Bismarck and the Foundation of the German Empire eBook

This eBook from the Gutenberg Project consists of approximately 443 pages of information about Bismarck and the Foundation of the German Empire.

Bismarck and the Foundation of the German Empire eBook

This eBook from the Gutenberg Project consists of approximately 443 pages of information about Bismarck and the Foundation of the German Empire.
way.  His successor was already in office; he was himself driven in haste from the house which so long had been his home.  A final visit to the Princes of the Royal House, a last audience with the Emperor, a hasty leave-taking from his friends and colleagues, and then the last farewell, when in the early morning he drove to Charlottenburg and alone went down into the mausoleum where his old master slept, to lay a rose upon his tomb.

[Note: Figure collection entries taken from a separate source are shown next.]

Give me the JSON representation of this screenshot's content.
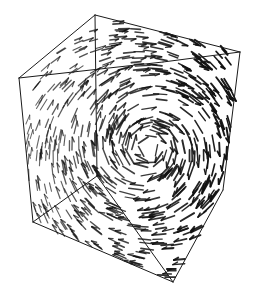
{
  "figure": {
    "background_color": "#ffffff",
    "line_color": "#1a1a1a",
    "glyph_color": "#111111",
    "width": 255,
    "height": 297
  },
  "bounding_box": {
    "name": "wireframe-cube",
    "stroke": "#1a1a1a",
    "stroke_width": 1,
    "vertices": {
      "back_top_left": [
        19,
        78
      ],
      "back_top_right": [
        95,
        15
      ],
      "front_top_left": [
        163,
        62
      ],
      "front_top_right": [
        240,
        52
      ],
      "back_bottom_left": [
        33,
        222
      ],
      "back_bottom_right": [
        97,
        176
      ],
      "front_bottom_left": [
        173,
        282
      ],
      "front_bottom_right": [
        223,
        190
      ]
    },
    "edges": [
      [
        "back_top_left",
        "back_top_right"
      ],
      [
        "back_top_right",
        "front_top_right"
      ],
      [
        "back_top_left",
        "front_top_left"
      ],
      [
        "front_top_left",
        "front_top_right"
      ],
      [
        "back_top_left",
        "back_bottom_left"
      ],
      [
        "back_top_right",
        "back_bottom_right"
      ],
      [
        "front_top_right",
        "front_bottom_right"
      ],
      [
        "back_bottom_left",
        "front_bottom_left"
      ],
      [
        "front_bottom_left",
        "front_bottom_right"
      ],
      [
        "back_bottom_left",
        "back_bottom_right"
      ],
      [
        "back_bottom_right",
        "front_bottom_left"
      ]
    ]
  },
  "chart_data": {
    "type": "scatter",
    "xlabel": "",
    "ylabel": "",
    "field_model": {
      "kind": "vortex",
      "center_x": 148,
      "center_y": 148,
      "core_radius": 18,
      "outer_radius": 132,
      "rotation_direction": "counter-clockwise",
      "glyph_count": 760,
      "glyph_min_length": 3,
      "glyph_max_length": 16,
      "glyph_min_width": 0.8,
      "glyph_max_width": 2.1,
      "seed": 20240517,
      "depth_fade_axis": "x",
      "depth_fade_low": 0.28,
      "depth_fade_high": 1.0
    },
    "legend": [],
    "grid": false,
    "annotations": []
  }
}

The rest he had so often longed for had come, but it was too late.  Forty years he had passed in public life and he could not now take up again the interests and occupations of his youth.  Agriculture had no more charms for him; he was too infirm for sport; he could not, like his father, pass his old age in the busy indolence of a country gentleman’s life, nor could he, as some statesmen have done, soothe his declining years by harmless and amiable literary dilettanteism.  His religion was not of that complexion that he could find in contemplation, and in preparation for another life, consolation for the trials of this one.  At seventy-five years of age, his intellect was as vigorous and his energy as unexhausted as they had been twenty years before; his health was improved, for he had found in Dr. Schweninger a physician who was not only able to treat his complaints, but could also compel his patient to obey his orders.  He still felt within himself full power to continue his public work, and now he was relegated to impotence and obscurity.  Whether in Varzin or Friedrichsruh, his eyes were always fixed on Berlin.  He saw the State which he had made, and which he loved as a father, subjected to the experiment of young and inexperienced control.  He saw overthrown that carefully planned system by which the peace of Europe was made to depend upon the prosperity of Germany.  Changes were made in the working of that Constitution which it seemed presumption for anyone but him to touch.  His policy was deserted, his old enemies were taken into favour.  Can we wonder that he could not restrain his impatience?  He felt like a man who sees his heir ruling in his own house during his lifetime, cutting down his woods and dismissing his old servants, or as if he saw a careless and clumsy rider mounted on his favourite horse.

From all parts of Germany deputations from towns and newspaper writers came to visit him.  He received them with his customary courtesy, and spoke with his usual frankness.  He did not disguise his chagrin; he had, he said, not been treated with the consideration which he deserved.  He had never been accustomed to hide his feelings or to disguise his opinions.  Nothing that his successors did seemed to him good.  They made a treaty with England for the arrangement of conflicting questions in Africa; men looked to Bismarck to hear what he would say before they formed their opinion; “I would never have signed the treaty,” he declared.  He quickly drifted into formal opposition to the Government; he even

Copyrights
Project Gutenberg
Bismarck and the Foundation of the German Empire from Project Gutenberg. Public domain.